RIYADH, 14 December 2003 — Crown Prince Abdullah, deputy premier and commander of the National Guard, held talks yesterday with Iraq’s interim Foreign Minister Hoshyar Zebari.
The talks, which were attended by Foreign Minister Prince Saud Al-Faisal, focused on Saudi Arabia’s involvement in the rebuilding of the war-torn country and other issues.
Zebari is on a regional tour of the Gulf states seeking aid and assistance for the country’s reconstruction. He has urged Gulf countries to extradite former Saddam Hussein officials if they are indicted for war crimes by a special tribunal.
“The purpose of the visit is to discuss with Saudi officials the situation in Iraq; at the moment we are on an Arab tour, and Riyadh is an important stop,” he said in an arrival statement.
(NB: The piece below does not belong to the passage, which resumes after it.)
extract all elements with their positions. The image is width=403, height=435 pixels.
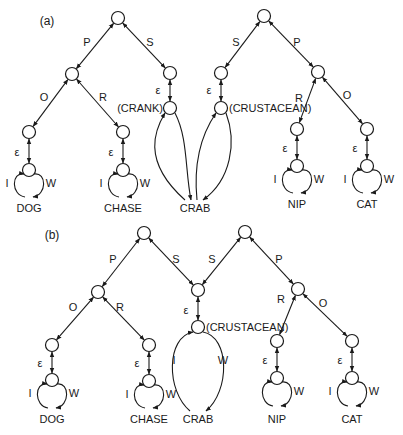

It was not clear whether Zebari discussed with Saudi officials the restoration of diplomatic ties severed during the 1991 Gulf War.
Iraq’s embassy here has been lying vacant.
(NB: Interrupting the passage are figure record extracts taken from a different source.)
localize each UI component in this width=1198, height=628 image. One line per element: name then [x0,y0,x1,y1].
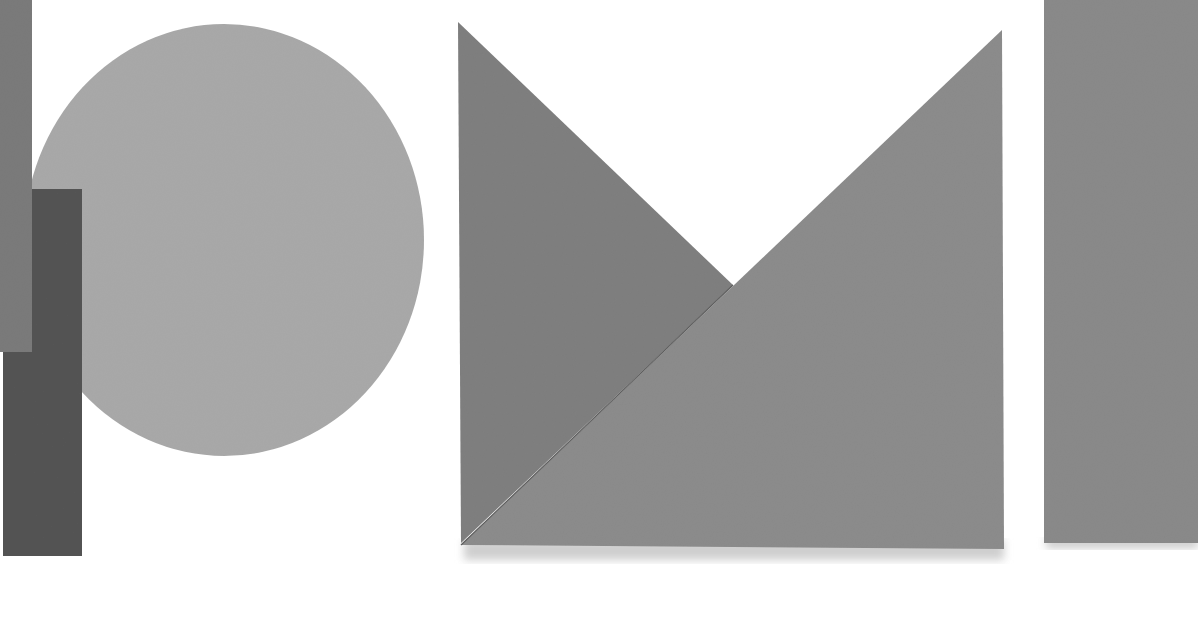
right-strip-cutout [1044,0,1198,543]
circle-cutout [24,24,424,456]
tall-gray-rectangle-overlap [0,189,32,352]
paper-cutout-scene [0,0,1198,628]
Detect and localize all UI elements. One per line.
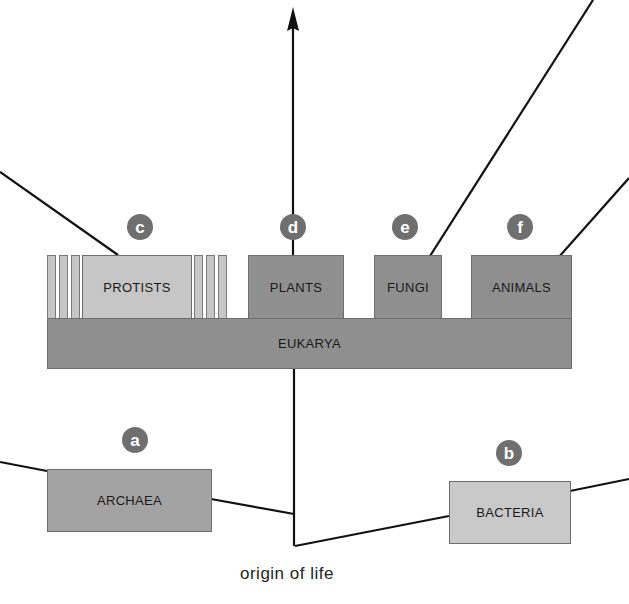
eukarya-label: EUKARYA	[278, 336, 341, 351]
animals-label: ANIMALS	[492, 280, 551, 295]
eukarya-box: EUKARYA	[47, 318, 572, 369]
plants-box: PLANTS	[248, 255, 344, 319]
bacteria-to-trunk-line	[295, 516, 449, 546]
protists-box: PROTISTS	[82, 255, 192, 319]
protist-bar	[59, 255, 68, 319]
badge-b: b	[496, 440, 522, 466]
archaea-left-line	[0, 462, 47, 471]
archaea-to-trunk-line	[211, 499, 294, 514]
protist-bar	[218, 255, 227, 319]
badge-e: e	[392, 214, 418, 240]
badge-f: f	[507, 214, 533, 240]
fungi-box: FUNGI	[374, 255, 442, 319]
bacteria-box: BACTERIA	[449, 481, 571, 544]
animals-branch-line	[550, 178, 629, 267]
protist-bar	[206, 255, 215, 319]
origin-of-life-label: origin of life	[240, 564, 334, 584]
plants-label: PLANTS	[270, 280, 322, 295]
protists-branch-line	[0, 172, 118, 255]
badge-c: c	[127, 214, 153, 240]
badge-d: d	[280, 214, 306, 240]
protists-label: PROTISTS	[103, 280, 170, 295]
archaea-box: ARCHAEA	[47, 469, 212, 532]
arrow-up-icon	[287, 7, 299, 31]
protist-bar	[47, 255, 56, 319]
bacteria-right-line	[570, 479, 629, 491]
protist-bar	[194, 255, 203, 319]
protist-bar	[71, 255, 80, 319]
badge-a: a	[122, 427, 148, 453]
animals-box: ANIMALS	[471, 255, 572, 319]
fungi-label: FUNGI	[387, 280, 429, 295]
bacteria-label: BACTERIA	[476, 505, 543, 520]
archaea-label: ARCHAEA	[97, 493, 162, 508]
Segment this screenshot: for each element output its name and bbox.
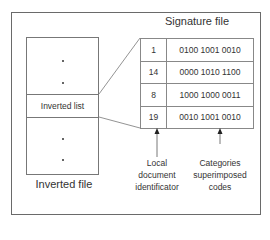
id-arrow-head-icon — [155, 128, 160, 134]
annotation-line: identificator — [128, 181, 186, 193]
annotation-line: Local — [128, 157, 186, 169]
code-column-annotation: Categories superimposed codes — [182, 157, 258, 193]
annotation-line: superimposed — [182, 169, 258, 181]
annotation-line: Categories — [182, 157, 258, 169]
connector-bottom-line — [99, 117, 140, 128]
id-column-annotation: Local document identificator — [128, 157, 186, 193]
connector-top-line — [99, 38, 140, 94]
annotation-line: codes — [182, 181, 258, 193]
annotation-line: document — [128, 169, 186, 181]
code-arrow-head-icon — [218, 128, 223, 134]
During a recent visit to Bahrain, Zebari told GCC Secretary-General Abdul Rahman Al-Atiyya that members of the Iraqi Governing Council did not agree to Iraq’s accession to the six-member regional body.
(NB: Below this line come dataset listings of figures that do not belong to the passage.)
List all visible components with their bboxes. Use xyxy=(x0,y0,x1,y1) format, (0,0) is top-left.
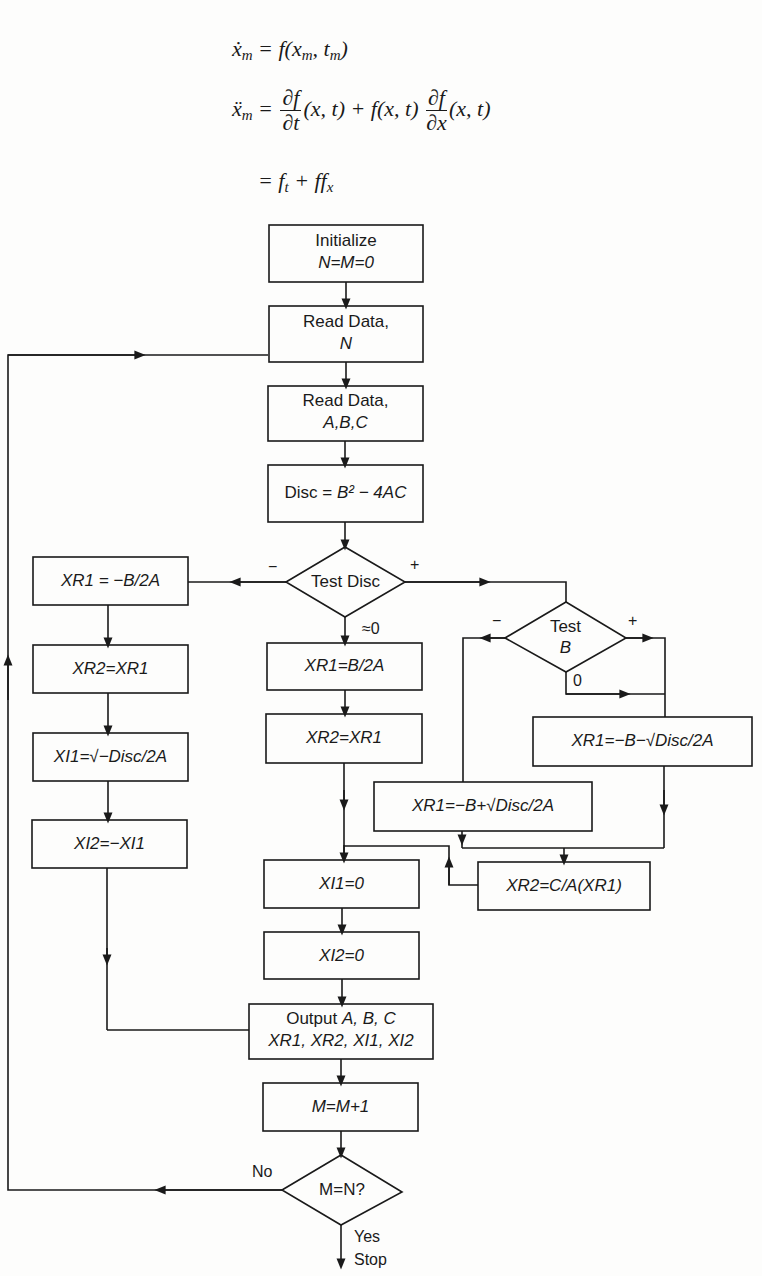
box-read-abc-label: Read Data, A,B,C xyxy=(268,390,423,434)
box-pos-xr1-minus-label: XR1=−B−√Disc/2A xyxy=(533,730,752,752)
test-disc-pos-branch: + xyxy=(410,556,419,574)
box-neg-xr1-label: XR1 = −B/2A xyxy=(33,570,188,592)
test-disc-neg-branch: − xyxy=(268,558,277,576)
test-disc-zero-branch: ≈0 xyxy=(362,620,380,638)
test-b-zero-branch: 0 xyxy=(573,672,582,690)
test-b-pos-branch: + xyxy=(628,612,637,630)
stop-terminal: Stop xyxy=(354,1251,387,1269)
diamond-m-eq-n-label: M=N? xyxy=(282,1179,402,1201)
box-neg-xi2-label: XI2=−XI1 xyxy=(32,833,187,855)
box-read-n-label: Read Data, N xyxy=(269,311,423,355)
box-pos-xr2-label: XR2=C/A(XR1) xyxy=(478,875,650,897)
m-eq-n-yes-branch: Yes xyxy=(354,1228,380,1246)
test-b-neg-branch: − xyxy=(492,612,501,630)
box-output-label: Output A, B, C XR1, XR2, XI1, XI2 xyxy=(249,1008,433,1052)
box-neg-xr2-label: XR2=XR1 xyxy=(33,658,188,680)
box-zero-xr2-label: XR2=XR1 xyxy=(266,727,422,749)
box-xi2-zero-label: XI2=0 xyxy=(264,945,419,967)
box-xi1-zero-label: XI1=0 xyxy=(264,873,419,895)
diamond-test-disc-label: Test Disc xyxy=(286,571,405,593)
box-neg-xi1-label: XI1=√−Disc/2A xyxy=(33,746,188,768)
flowchart-lines xyxy=(0,0,762,1276)
box-increment-label: M=M+1 xyxy=(263,1096,418,1118)
m-eq-n-no-branch: No xyxy=(252,1163,272,1181)
textbook-page: ẋm = f(xm, tm) ẍm = ∂f∂t(x, t) + f(x, t)… xyxy=(0,0,762,1276)
box-pos-xr1-plus-label: XR1=−B+√Disc/2A xyxy=(374,795,592,817)
diamond-test-b-label: Test B xyxy=(505,616,626,658)
box-initialize-label: Initialize N=M=0 xyxy=(269,230,423,274)
box-zero-xr1-label: XR1=B/2A xyxy=(267,655,422,677)
box-disc-label: Disc = B² − 4AC xyxy=(268,482,423,504)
However, Zebari said Iraq would resume its activities in Gulf organizations and agencies which were frozen following its occupation of Kuwait.
The two neighbors are poised to reopen their main border post near the Saudi city of Arar, which has been closed since Iraq’s 1990 invasion of Kuwait.
Saudi firms have been doing business with Iraq despite the absence of diplomatic ties and closure of the border post most of the time all these years.
At the donors’ conference in Madrid last month, the Saudi government pledged $1 billion in loans for Iraq’s reconstruction.
The Kingdom also set up a 120-bed field hospital in Iraq after the war, while several wounded Iraqis were airlifted for treatment in Saudi hospitals.
Zebari said a Pentagon ban excluding French, German, Canadian and Russian companies from bidding for Iraqi reconstruction contracts could be reconsidered if these countries “change their negative attitude” toward Iraq.
The minister said a delegation from the Governing Council was due in Madrid yesterday on the first leg of a tour of European countries to discuss Iraqi rebuilding efforts.
The Iraqi delegation, led by the chairman of the interim council Abdel Aziz Al-Hakim, was to meet with Spanish Foreign Minister Ana Palacio on arrival.
Meanwhile, about 200 Iraqis, including religious leaders, are receiving lessons on democracy at the Islamic University in Halla.
The move comes in preparation for setting up a national legislative authority in June to draft the country’s constitution in 2005.